1. A man and his 15-year-old son are still in Immigration and Customs Enforcement custody after members of the U.S. Coast Guard arrested them off Martha’s Vineyard Monday. The Coast Guard first approached Rogerio da Silva Lima and his son, Nycolas de Al Varenga Lima, for a safety check, then came back to ask them for documentation.

“The Coast Guard’s primary mission is to protect people on the waters. It really appears that this is straying from that core mission, and it’s just yet another example of the capricious and racially charged immigration practices that we’re seeing this federal administration carry out,” said State Sen. Julian Cyr, who represents Martha’s Vineyard.

2. The Center for Human Development, a health nonprofit in Springfield, is laying off about 70 people who work in community outreach because of Medicare cuts. Their program, which will end June 30, helps about 3,500 vulnerable patients get the medical services they need.

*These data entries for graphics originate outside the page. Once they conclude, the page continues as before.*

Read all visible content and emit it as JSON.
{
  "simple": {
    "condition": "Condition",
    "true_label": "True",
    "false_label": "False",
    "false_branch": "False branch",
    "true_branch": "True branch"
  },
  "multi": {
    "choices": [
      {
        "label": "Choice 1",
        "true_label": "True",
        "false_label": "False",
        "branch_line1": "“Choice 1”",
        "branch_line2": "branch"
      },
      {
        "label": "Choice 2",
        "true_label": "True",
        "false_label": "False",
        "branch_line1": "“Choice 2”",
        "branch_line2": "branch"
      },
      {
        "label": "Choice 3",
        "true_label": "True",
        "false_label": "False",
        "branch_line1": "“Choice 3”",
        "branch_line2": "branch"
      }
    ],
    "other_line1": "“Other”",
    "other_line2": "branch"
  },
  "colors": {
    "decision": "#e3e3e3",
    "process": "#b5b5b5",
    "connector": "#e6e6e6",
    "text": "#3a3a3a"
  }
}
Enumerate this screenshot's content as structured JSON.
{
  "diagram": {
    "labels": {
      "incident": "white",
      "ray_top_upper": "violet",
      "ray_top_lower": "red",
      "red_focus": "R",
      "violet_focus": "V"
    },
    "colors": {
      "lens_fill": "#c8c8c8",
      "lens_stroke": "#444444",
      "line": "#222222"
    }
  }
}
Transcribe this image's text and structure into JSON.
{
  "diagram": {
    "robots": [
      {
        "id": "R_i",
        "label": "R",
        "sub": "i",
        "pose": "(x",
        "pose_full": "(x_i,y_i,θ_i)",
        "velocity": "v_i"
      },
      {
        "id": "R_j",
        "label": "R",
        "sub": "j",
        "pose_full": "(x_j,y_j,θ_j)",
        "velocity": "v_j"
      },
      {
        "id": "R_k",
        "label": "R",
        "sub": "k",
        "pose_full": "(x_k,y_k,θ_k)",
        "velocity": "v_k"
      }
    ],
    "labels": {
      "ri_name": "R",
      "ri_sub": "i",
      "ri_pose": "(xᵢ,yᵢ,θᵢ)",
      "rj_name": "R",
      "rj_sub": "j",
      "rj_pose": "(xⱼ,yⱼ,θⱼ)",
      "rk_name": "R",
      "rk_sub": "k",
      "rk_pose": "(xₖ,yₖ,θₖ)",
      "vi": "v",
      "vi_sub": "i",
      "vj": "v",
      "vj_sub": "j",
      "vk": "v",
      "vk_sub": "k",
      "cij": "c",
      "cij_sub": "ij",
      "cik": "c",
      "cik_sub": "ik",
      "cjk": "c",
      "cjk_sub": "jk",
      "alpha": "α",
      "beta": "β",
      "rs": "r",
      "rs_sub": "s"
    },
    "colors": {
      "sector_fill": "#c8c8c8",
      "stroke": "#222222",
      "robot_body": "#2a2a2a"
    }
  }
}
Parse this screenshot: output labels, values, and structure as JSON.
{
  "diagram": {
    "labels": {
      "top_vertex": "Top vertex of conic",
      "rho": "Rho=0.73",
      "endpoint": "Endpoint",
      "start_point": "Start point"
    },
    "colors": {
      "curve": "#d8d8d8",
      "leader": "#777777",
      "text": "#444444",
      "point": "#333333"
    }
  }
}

“The idea that really we could get ahead of people’s health circumstances, and particularly in the instances of chronic conditions like heart disease, diabetes, asthma... before they got to the emergency room and they had hospital visits,” Center for Human Development spokesperson Ben Craft said. “Which are not only stressful for individuals and families, but also for the health care system are pretty costly.”

3. Next week, workers will remove the final internal components from the defunct Pilgrim Nuclear Power Station in Plymouth. The parts will go into concrete vaults until the U.S. Nuclear Regulatory Commission approves plans to move them for burial at Waste Control Specialists in Andrews, Texas.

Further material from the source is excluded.